Explanation: (B) The complete, articulated skeleton was buried where the animal died, in sediment above a dated ash bed, and an upper layer is younger than the one below, so the animal died after that eruption. The articulation rules out remains washed in later. The choice states just that bound. (A) puts the death during the eruption, but the remains rest above the ash, so death came afterward. (C) reverses the order: the sediment settled after the ash, not before. (D) ranks the fossil against others, a comparison the passage never makes.
Text
On one common account of parody, a work parodies another only if its audience can recognize the specific target being imitated; without that recognition, the imitation may amuse but does not function as parody at all. A short prose piece closely mimics the style of an older author, yet that author's work is now so obscure that, in surveys, almost no current reader can name or identify the model being echoed. Judged by this account, the prose piece's relation to its model ______
Question 4. Which choice most logically completes the text?
-
A) may fall short of parody, since almost no reader recognizes the target it imitates. ✓
-
B) effectively proves that the older author's now-forgotten work fully deserves its present obscurity.
-
C) shows the piece must fail to amuse the very readers who actually encounter it today.
-
D) may well still succeed as parody on this account, notwithstanding how obscure its model has become.

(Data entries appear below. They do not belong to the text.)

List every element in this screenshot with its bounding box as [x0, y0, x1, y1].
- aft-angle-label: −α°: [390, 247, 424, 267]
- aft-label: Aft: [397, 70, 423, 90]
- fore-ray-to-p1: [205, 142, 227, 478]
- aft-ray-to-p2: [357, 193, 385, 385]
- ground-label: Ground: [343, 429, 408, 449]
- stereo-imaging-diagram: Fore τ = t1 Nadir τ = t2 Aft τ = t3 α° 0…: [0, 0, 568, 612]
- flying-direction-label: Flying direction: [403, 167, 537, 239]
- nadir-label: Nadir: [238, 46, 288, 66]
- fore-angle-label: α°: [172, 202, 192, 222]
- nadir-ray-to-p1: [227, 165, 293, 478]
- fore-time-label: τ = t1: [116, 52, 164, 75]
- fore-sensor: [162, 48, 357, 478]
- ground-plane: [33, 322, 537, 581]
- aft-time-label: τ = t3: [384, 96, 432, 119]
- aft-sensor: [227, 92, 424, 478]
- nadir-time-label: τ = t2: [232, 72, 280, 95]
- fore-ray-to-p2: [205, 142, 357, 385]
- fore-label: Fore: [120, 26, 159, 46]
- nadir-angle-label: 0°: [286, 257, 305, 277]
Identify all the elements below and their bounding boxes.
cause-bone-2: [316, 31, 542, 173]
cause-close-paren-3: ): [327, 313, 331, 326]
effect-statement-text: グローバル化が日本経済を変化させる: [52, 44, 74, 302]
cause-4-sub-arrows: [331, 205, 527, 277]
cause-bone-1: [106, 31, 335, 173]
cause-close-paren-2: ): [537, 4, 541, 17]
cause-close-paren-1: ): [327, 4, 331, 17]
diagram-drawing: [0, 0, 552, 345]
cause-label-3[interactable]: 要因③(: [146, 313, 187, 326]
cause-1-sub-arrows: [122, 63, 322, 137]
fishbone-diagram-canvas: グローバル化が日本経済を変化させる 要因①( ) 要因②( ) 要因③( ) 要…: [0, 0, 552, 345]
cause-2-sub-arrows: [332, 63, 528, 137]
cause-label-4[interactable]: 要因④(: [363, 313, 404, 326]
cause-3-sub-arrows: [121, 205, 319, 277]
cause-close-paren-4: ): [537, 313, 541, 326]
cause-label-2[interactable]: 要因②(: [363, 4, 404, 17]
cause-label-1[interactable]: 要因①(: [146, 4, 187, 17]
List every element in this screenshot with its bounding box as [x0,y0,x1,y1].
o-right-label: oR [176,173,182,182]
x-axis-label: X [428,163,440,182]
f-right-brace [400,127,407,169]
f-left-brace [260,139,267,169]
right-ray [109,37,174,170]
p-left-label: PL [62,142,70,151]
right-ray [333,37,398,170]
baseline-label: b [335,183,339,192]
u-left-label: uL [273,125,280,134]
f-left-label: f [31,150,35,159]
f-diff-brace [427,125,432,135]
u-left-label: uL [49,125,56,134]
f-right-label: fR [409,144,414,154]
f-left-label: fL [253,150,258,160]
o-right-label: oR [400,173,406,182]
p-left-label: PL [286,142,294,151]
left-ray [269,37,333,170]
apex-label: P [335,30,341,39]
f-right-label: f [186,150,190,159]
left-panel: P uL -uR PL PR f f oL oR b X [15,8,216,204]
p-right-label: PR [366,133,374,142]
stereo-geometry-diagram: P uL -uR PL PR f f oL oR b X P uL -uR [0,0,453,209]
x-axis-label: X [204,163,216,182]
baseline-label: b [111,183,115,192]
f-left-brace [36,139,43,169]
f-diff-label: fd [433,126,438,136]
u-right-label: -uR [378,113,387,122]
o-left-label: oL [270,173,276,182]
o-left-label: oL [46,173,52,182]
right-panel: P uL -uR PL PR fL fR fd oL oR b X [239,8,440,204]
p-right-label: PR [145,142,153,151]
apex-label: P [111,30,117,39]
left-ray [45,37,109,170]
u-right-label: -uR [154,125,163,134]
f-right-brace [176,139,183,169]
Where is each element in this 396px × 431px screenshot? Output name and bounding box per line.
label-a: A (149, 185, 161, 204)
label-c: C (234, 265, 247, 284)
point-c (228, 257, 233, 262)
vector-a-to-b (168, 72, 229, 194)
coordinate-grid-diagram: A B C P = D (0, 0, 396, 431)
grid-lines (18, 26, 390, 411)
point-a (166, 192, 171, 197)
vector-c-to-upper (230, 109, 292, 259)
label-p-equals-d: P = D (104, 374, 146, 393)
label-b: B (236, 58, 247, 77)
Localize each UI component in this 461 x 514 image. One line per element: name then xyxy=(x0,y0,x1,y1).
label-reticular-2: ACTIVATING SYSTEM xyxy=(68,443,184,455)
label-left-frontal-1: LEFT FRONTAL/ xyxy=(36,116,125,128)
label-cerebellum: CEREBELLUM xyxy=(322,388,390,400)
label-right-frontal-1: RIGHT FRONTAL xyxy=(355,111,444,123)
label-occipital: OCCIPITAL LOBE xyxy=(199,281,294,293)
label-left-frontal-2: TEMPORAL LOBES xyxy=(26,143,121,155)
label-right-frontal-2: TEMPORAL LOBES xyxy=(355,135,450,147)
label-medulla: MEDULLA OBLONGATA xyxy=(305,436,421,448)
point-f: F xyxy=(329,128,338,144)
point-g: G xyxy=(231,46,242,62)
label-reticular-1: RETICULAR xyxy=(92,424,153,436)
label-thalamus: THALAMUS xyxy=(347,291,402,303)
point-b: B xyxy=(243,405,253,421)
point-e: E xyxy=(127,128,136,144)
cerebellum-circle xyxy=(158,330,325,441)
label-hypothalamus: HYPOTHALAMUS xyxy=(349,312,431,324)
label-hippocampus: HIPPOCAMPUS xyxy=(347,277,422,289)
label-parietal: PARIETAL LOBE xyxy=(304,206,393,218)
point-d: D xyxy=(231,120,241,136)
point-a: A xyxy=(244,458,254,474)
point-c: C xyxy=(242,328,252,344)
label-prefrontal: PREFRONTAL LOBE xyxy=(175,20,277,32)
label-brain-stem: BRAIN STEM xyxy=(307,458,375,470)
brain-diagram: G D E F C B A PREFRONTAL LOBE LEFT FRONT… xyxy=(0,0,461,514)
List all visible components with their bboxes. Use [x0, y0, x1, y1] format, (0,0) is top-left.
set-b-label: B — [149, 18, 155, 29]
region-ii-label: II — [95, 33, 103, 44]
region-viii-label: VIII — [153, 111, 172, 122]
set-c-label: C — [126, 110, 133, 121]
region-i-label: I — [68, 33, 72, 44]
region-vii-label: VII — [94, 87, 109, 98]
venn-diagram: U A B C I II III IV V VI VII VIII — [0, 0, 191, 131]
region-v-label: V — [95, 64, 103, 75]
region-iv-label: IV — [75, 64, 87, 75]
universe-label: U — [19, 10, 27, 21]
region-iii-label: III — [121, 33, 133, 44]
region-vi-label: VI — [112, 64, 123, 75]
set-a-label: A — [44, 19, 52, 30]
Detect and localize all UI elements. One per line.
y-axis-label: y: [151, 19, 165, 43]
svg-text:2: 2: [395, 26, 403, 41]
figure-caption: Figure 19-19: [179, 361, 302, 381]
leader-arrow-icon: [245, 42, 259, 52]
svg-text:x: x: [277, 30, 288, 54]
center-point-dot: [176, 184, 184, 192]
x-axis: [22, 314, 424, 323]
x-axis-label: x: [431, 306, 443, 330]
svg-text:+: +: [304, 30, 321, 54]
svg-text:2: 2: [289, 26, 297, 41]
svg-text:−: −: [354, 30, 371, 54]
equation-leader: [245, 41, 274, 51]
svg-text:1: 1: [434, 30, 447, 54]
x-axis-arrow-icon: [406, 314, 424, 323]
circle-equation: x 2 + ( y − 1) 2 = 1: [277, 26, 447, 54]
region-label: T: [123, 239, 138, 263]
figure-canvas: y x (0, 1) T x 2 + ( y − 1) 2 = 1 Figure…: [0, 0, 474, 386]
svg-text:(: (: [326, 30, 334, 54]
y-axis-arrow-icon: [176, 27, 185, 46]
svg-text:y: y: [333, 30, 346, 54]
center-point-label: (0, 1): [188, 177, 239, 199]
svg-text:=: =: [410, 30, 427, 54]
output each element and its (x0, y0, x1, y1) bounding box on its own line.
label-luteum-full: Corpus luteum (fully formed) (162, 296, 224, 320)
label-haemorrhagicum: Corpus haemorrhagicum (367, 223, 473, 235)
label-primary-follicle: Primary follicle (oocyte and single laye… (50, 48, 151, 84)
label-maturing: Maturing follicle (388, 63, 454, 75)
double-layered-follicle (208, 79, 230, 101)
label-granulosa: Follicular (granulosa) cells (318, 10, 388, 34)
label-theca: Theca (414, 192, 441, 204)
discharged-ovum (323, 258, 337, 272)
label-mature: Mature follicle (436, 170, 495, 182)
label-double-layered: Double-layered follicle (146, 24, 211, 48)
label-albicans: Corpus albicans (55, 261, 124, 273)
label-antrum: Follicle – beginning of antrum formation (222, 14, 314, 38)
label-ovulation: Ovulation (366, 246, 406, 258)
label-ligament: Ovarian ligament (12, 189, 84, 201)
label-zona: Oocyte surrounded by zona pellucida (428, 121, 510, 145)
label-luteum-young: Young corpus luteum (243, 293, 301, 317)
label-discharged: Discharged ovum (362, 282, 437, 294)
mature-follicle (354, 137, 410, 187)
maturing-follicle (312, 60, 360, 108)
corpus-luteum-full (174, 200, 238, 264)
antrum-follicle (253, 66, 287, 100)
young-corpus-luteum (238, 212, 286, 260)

Explanation: (A) The account makes recognition of the target the test of parody, and surveys show almost no reader can identify this model, so by that standard the piece may not function as parody. The hedge fits a survey result. (D) reverses the standard: an unrecognized target means the work fails the test, not passes it. (C) says the piece must fail to amuse, but the account allows such imitation to amuse even when it is not parody. (B) judges the model's merit, which the passage never raises.
Text
Parish registers from a market town record a sharp spike in burials in a single year. A historian observes that in that same year the town reopened an old well that had earlier been sealed off, and that the recorded deaths cluster among households on the streets nearest that well. Registers from neighboring parishes, drawing their water elsewhere, show no unusual rise for the year. With the deaths concentrated by location and the neighbors unaffected, the records suggest that the burial spike ______
Question 5. Which choice most logically completes the text?
-
A) is plausibly connected to the town's reopening of the old well that year. ✓
-
B) must have affected every parish across the whole region more or less equally that same year.
-
C) was most likely caused by a famine that struck the entire market town at once.
-
D) had in fact already begun to climb well before the old well was ever reopened.
Explanation: (A) The extra deaths cluster among households nearest the reopened well, neighboring parishes on other water saw no rise, and the spike falls in the year of the reopening, so the well is a plausible link. The hedge suits an inference from clustering. (B) claims a region-wide effect, but the neighbors show no unusual increase. (C) blames a town-wide famine the passage never mentions, which would not explain the clustering. (D) places the rise before the reopening, yet the registers locate the spike in the reopening year itself.